Office of the Dead
The Office of the Dead or Office for the Dead (in Latin, Officium Defunctorum) is a prayer cycle of the
.In the postconciliar form
The current form, according to the 2000 Liturgia Horaria (
In the preconciliar form
This office, as it exists in the Roman Rite up to and including the current 1960 Roman Breviary, is composed of First Vespers, Mass, Matins, and Lauds. The editor is not known, but the office as it existed before the alternative was no older than from 7th or 8th century. A well-known refrain from the cycle is Timor mortis conturbat me, "The fear of death disturbs me" or, more colloquially, "I am scared to death of dying". The word dirge comes from the cycle.
The Vespers of the older form of the office comprise Psalms
The "Libera me de morte æterna", which is found more complete in the ancient manuscripts, dates also from an early period (see Cabrol in "Dict. d'archéol. et de liturgie", s. v. Absoute). Pierre Batiffol remarks that it is not of Roman origin, but it is very ancient (Hist. du brév., 148). The distinctive character of the Mass, its various epistles, its tract, its offertory in the form of a prayer, the communion (like the offertory) with versicles, according to the ancient custom, and the sequence "Dies Iræ" (q.v.; concerning its author see also BURIAL), it is impossible to dwell upon here. The omission of the Alleluia, and the kiss of peace is also characteristic of this mass. There was a time when the Alleluia was one of the chants customary at funeral services (see Dict. d'archéol. et de liturgie, s. v. Alleluia, I, 1235). Later it was looked upon exclusively as a song of joy, and was omitted on days of penance (e.g. Lent and ember week), sometimes in Advent, and at all funeral ceremonies. It is replaced today by a tract. A treatise of the 8th-9th century published by Muratori (Liturg. Rom. vet., II, 391) shows that the Alleluia was then suppressed. The omission of the kiss of peace at Mass is probably because that ceremony preceded the distribution of the Eucharist to the faithful and was a preparation for it, so, as communion is not given at the Mass for the Dead, the kiss of peace was suppressed.

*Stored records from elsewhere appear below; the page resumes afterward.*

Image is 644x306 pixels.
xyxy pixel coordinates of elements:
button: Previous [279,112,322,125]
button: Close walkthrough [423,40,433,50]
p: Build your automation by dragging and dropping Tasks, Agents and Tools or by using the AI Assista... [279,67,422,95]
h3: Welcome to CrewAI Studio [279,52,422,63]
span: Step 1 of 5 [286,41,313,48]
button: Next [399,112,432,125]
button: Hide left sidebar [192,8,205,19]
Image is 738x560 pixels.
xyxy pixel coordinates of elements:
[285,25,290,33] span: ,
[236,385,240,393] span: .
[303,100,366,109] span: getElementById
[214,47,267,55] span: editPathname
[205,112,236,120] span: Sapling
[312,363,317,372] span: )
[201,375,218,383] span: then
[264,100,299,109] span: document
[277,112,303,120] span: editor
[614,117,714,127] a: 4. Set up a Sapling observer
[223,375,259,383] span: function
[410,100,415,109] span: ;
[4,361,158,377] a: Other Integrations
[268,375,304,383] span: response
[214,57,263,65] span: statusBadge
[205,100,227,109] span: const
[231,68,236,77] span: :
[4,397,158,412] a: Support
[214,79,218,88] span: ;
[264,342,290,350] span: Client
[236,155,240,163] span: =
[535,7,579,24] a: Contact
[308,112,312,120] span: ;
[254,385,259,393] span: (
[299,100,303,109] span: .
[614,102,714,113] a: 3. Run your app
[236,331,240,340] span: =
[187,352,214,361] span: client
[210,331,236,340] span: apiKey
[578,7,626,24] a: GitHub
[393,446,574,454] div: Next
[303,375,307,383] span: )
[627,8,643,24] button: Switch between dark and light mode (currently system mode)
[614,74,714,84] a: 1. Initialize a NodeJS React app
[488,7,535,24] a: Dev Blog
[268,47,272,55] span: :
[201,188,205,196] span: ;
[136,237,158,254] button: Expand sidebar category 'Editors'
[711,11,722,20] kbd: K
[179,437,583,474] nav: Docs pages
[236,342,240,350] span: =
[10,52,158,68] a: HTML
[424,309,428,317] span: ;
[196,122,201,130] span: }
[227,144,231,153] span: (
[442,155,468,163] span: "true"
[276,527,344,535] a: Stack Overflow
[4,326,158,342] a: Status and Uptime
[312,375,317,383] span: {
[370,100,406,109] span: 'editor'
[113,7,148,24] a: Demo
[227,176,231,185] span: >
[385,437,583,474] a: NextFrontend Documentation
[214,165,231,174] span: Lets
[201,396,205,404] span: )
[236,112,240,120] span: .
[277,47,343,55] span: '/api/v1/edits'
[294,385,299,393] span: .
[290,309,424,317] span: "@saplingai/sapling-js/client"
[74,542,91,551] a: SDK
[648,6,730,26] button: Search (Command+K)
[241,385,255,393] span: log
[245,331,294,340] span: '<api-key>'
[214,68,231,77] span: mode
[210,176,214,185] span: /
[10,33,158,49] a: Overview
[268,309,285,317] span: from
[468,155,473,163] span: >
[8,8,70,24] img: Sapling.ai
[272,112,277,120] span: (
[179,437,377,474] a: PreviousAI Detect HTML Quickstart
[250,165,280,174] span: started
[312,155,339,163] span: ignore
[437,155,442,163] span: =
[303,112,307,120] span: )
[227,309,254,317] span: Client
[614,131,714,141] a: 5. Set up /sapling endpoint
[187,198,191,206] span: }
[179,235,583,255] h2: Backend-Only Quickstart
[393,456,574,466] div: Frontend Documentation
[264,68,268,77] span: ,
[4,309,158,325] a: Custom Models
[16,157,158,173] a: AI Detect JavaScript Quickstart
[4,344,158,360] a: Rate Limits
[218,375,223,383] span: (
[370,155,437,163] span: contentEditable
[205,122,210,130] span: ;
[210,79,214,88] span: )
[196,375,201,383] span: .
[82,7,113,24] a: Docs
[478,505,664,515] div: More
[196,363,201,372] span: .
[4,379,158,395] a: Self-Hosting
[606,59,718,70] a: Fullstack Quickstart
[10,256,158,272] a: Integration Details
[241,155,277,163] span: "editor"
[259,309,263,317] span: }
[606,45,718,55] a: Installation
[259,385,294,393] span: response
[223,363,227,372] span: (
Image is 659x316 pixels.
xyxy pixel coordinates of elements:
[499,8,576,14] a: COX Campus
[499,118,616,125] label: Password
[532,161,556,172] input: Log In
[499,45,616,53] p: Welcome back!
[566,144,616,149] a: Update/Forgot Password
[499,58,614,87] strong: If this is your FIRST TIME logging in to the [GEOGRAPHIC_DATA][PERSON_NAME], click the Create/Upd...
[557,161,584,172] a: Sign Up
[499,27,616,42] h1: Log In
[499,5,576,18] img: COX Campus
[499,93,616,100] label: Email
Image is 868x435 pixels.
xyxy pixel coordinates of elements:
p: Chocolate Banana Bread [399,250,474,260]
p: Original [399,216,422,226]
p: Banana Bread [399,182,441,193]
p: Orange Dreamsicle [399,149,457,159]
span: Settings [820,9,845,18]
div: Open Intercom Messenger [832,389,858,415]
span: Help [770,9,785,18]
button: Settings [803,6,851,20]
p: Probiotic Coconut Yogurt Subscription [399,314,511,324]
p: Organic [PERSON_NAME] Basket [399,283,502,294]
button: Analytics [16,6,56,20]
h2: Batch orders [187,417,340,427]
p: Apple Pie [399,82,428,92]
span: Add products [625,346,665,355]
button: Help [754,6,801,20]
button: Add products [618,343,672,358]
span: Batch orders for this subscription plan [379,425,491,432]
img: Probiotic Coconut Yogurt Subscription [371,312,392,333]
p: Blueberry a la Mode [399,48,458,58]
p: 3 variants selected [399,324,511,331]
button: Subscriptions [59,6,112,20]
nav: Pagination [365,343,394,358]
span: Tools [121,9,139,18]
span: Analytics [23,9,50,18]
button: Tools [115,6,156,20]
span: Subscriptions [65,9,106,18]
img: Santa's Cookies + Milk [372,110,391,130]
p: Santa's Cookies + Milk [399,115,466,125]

Not to speak of the variety of ceremonies of the Mozarabic, Ambrosian, or
Notably, the
History
The Office of the Dead has been attributed at times to
The Gregorian Antiphonary contains a mass and an office in agenda mortuorum, but it is admitted that this part is an addition; a fortiori this applies to the Gelasian. The Maurist editors of St. Gregory are inclined to attribute their composition to Albinus and Etienne of Liège (Microl., lx). But if it is impossible to trace the office and the mass in their actual form beyond the 9th or 8th century, it is notwithstanding certain that the prayers and a service for the dead existed long before that time. They appear in the 5th, 4th, and even in the 3rd and 2nd century. Pseudo-Dionysius, Sts. Gregory of Nyssa, Jerome, and Augustine, Tertullian, and the inscriptions in the catacombs afford a proof of this (see Burial, III, 76; PRAYERS FOR THE DEAD; Cabrol, "La prière pour les morts" in "Rev. d'apologétique", 15 September 1909, pp. 881–93).
Practice and obligation
The Office of the Dead was composed originally to satisfy private devotion to the dead, and at first had no official character. Even in the 11th, 12th, and 13th centuries, it was recited chiefly by the religious orders (the Cluniacs, Cistercians, Carthusians), like the
Indulgence
In the ancient rite of the Roman Catholic Church, with
The 2004
References
- ^ ISBN 0802824161. Retrieved 1 November 2012.
Lutheran and Anglican revisions retained the form of the Office of the Dead from the monastic breviaries with its psalms and traditional texts, such as the In media vita (In the midst of life [we are in death]).
- ^ Batiffol, "Hist. du Brév.", 181-9
- ^ "De Eccles. officiis", IV, xlii, in P. L., CV, 1238
- ^ Bäumer-Biron, "Hist. du Brév.", II, 37
- ^ Cabrol, "Dict. d'archéol. et de liturgie"
- ^ Canzani Amedeo (1826). Breve istruzione sopra le ecclesiatiche indulgenze in generale e sopra il giubbileo [Brief instruction on ecclesiastical indulgences in general and on the jubilee] (in Italian). typografia Andreola editrice. p. 67.
- ^ Enchiridion Indulgentiarum.quarto editur, Concessiones, 29 §2 2°
External links
- A complete office of the dead from Google Books
- Hypertext Book of Hours - Contains the Western Office of the Dead.
- This article incorporates text from a publication now in the public domain: Herbermann, Charles, ed. (1913). "Office of the Dead". Catholic Encyclopedia. New York: Robert Appleton Company.